An AP article this morning’s relates several leading child welfare groups urging an “overhaul of federal laws dealing with transracial adoption, and arguing that black children in foster care are ill-served by the so-called ‘color-blind’ approached meant to encourage their adoption by white families.”
At issue is the 1994 Multi-Ethnic Placement Act and revisions made to it in 1996. A report by the Evan B. Donaldson Adoption Institute, earlier this month, focused on domestic transracial adoption and assessed its use as a policy & practice approach in meeting the needs of African American children in foster care who cannot be reunited with their parents or placed with next of kin., according to the group. “While the passage of MEPA served a positive purpose in addressing discriminatory practices,” the report found, “more than a decade of experience illustrates that many of the assumptions underlying the development of this law and its subsequent amendment were not accurate and, consequently, the hoped-for outcomes have not been realized.” (Executive Summary)(Full Report)

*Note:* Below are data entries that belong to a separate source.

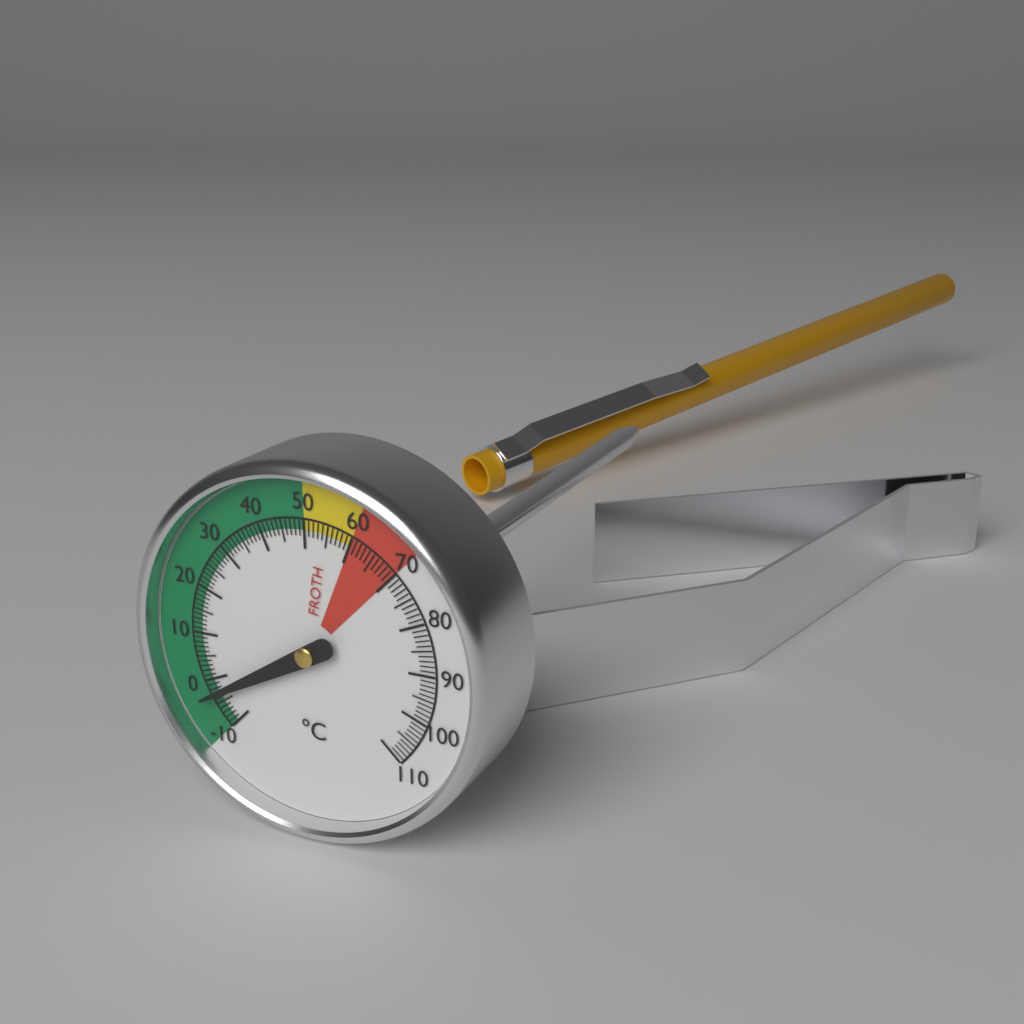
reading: -3 °C
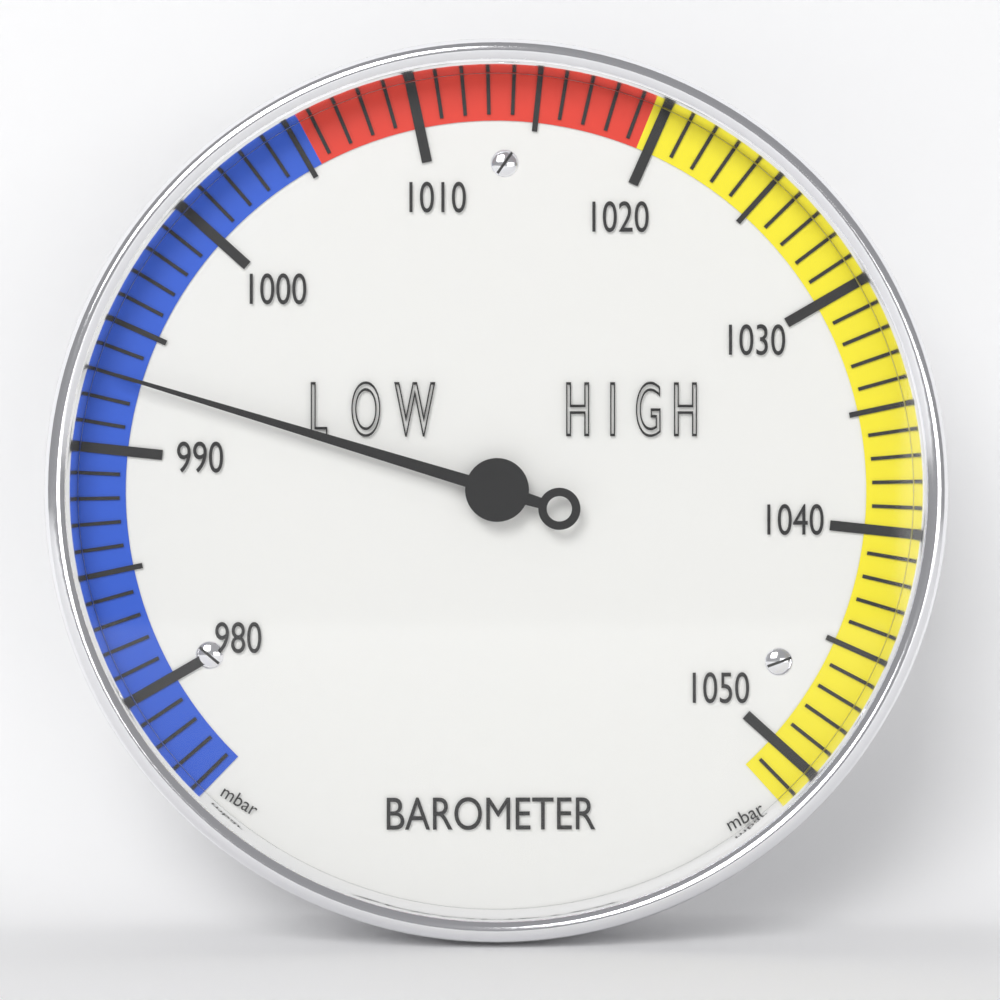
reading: 993 mbar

Among the recommendations described in the report were:
· Reinforce in all adoption-related laws, policies and practices that a child's best interests must be paramount in placement decisions.
· Amend IEP to allow consideration of race/ethnicity in permanency planning and in the preparation of families adopting transracially.

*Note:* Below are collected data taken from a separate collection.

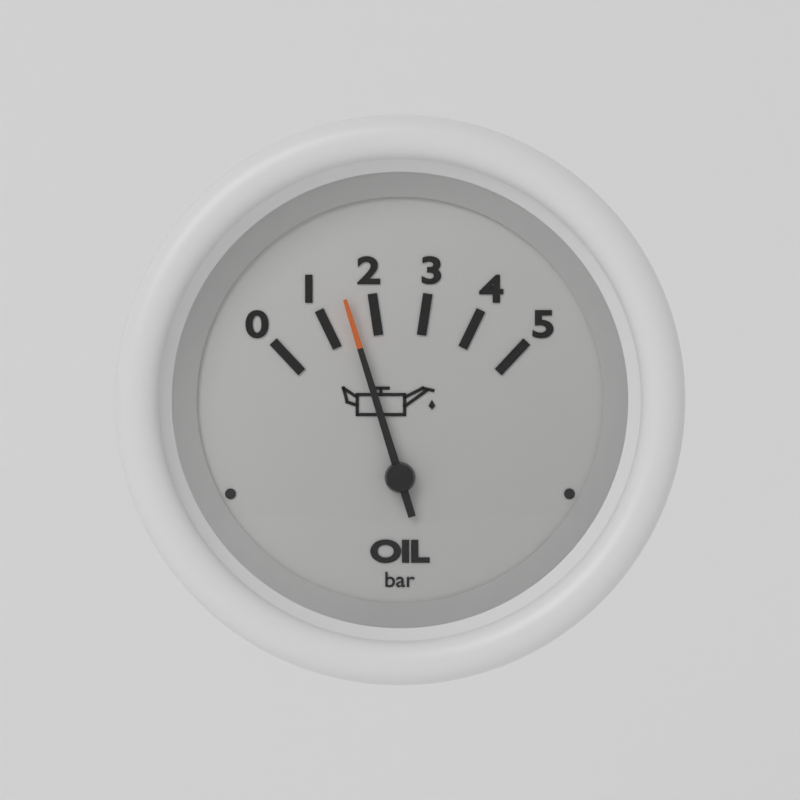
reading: 1.5 bar
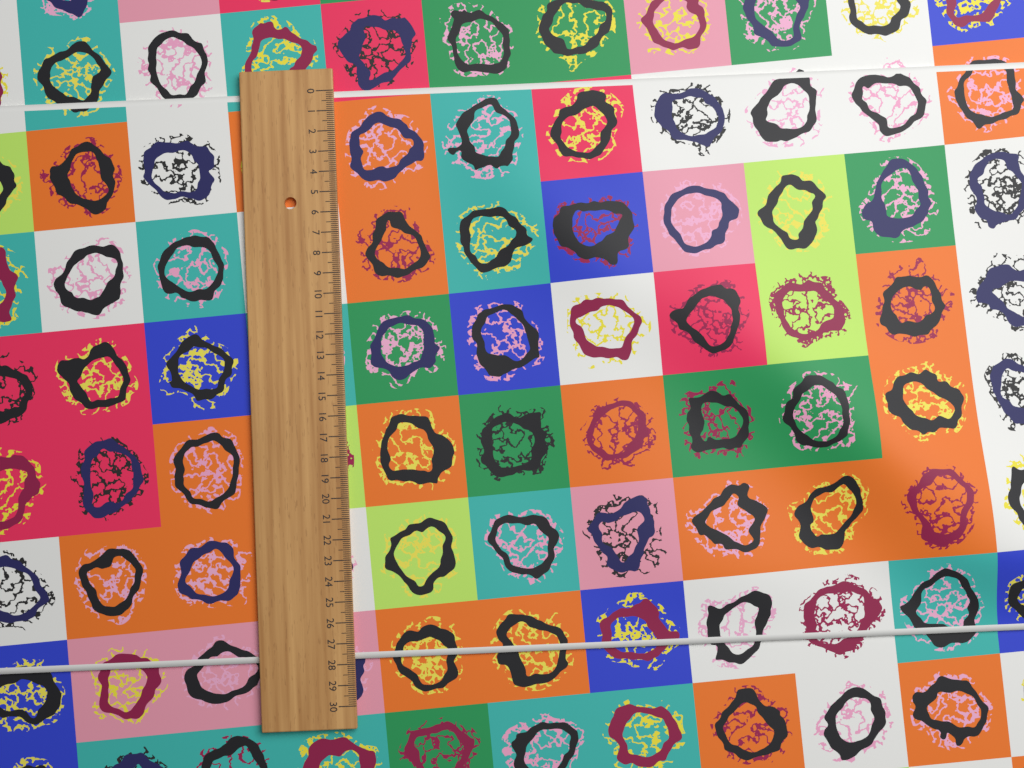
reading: 27.8 (no unit)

· Enforce the MEPA requirement to recruit families who represent the racial and ethnic backgrounds of children in foster care and provide sufficient resources, including funding, to support such recruitment.

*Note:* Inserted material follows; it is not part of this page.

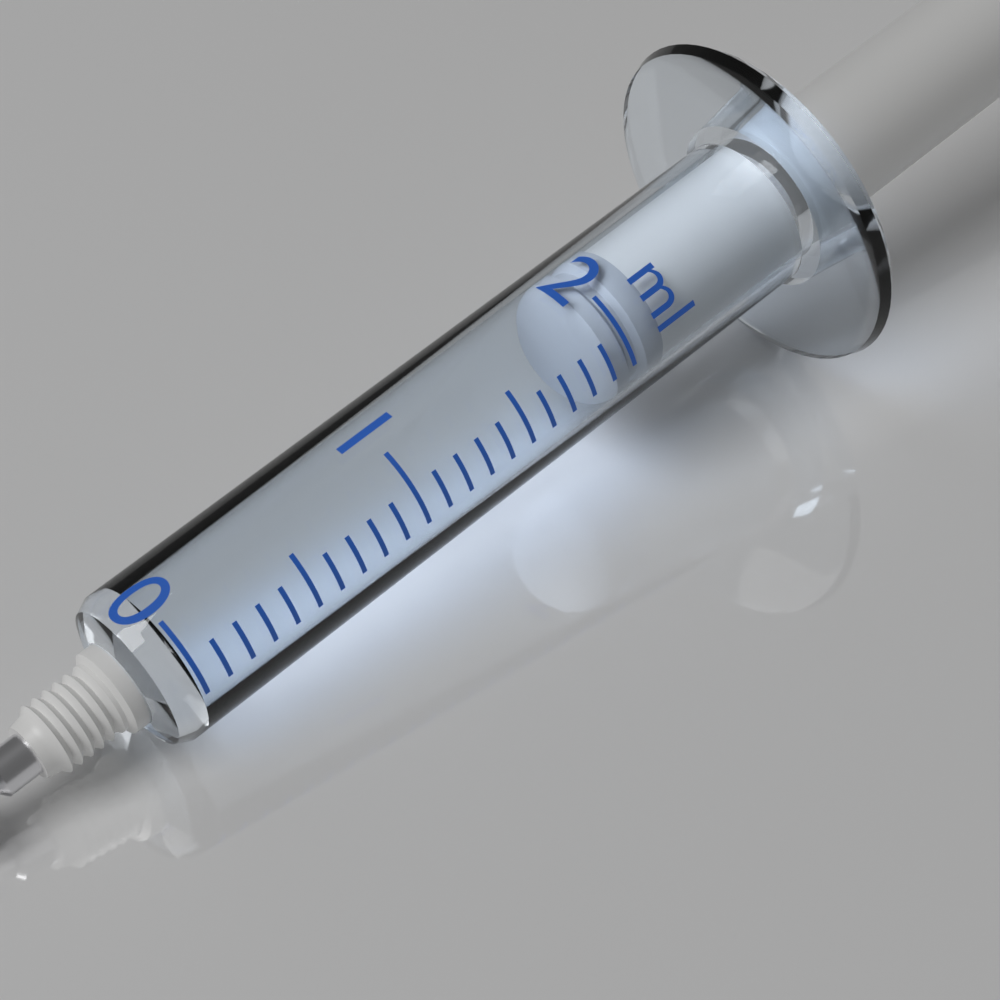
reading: 1.9 ml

· Address existing barriers to fully engaging minority families in fostering and adopting by developing alliances with faith communities, minority placement agencies, and other minority recruitment programs.
· Provide support for adoption by relatives and, when that is not the best option for a particular child, provide federal funding for subsidized guardianship.
· To help families address their transracially adopted children's needs, provide post-adoption support services from time of placement through children's adolescence.
The Donaldson Institute report isn’t the first to reflect negativity on the matter. In September 1998 the GAO reported that “Implementation of the Multiethnic Placement Act Poses Difficult Challenges.” That report observed “while agency officials & caseworkers understand that this legislation prohibits them from delaying or denying placements on the basis of race, not all believe that eliminating race will result in placements that are in the best interests of children, which is a basic criterion for placement decisions.”
More recently, a Social Science Research Network paper by David Herring of the University of Pittsburgh, states “To date, commentators who have examined MEPA have focused their attention on identifying and weighing the benefits & harms of transracial adoption for minority children and communities. As a consequence, they have not addressed the impact of MEPA on foster care placement decisions in any detail…. This article uses behavioral biology research on kinship cues & social psychology to formulate a hypothesis that has implications for MEPA prohibitions on the routine consideration of race in making foster care placement decisions, namely that children placed with non-kin, same-race foster parents are likely to be safer & healthier than children placed with non-kin, different-race foster parents.”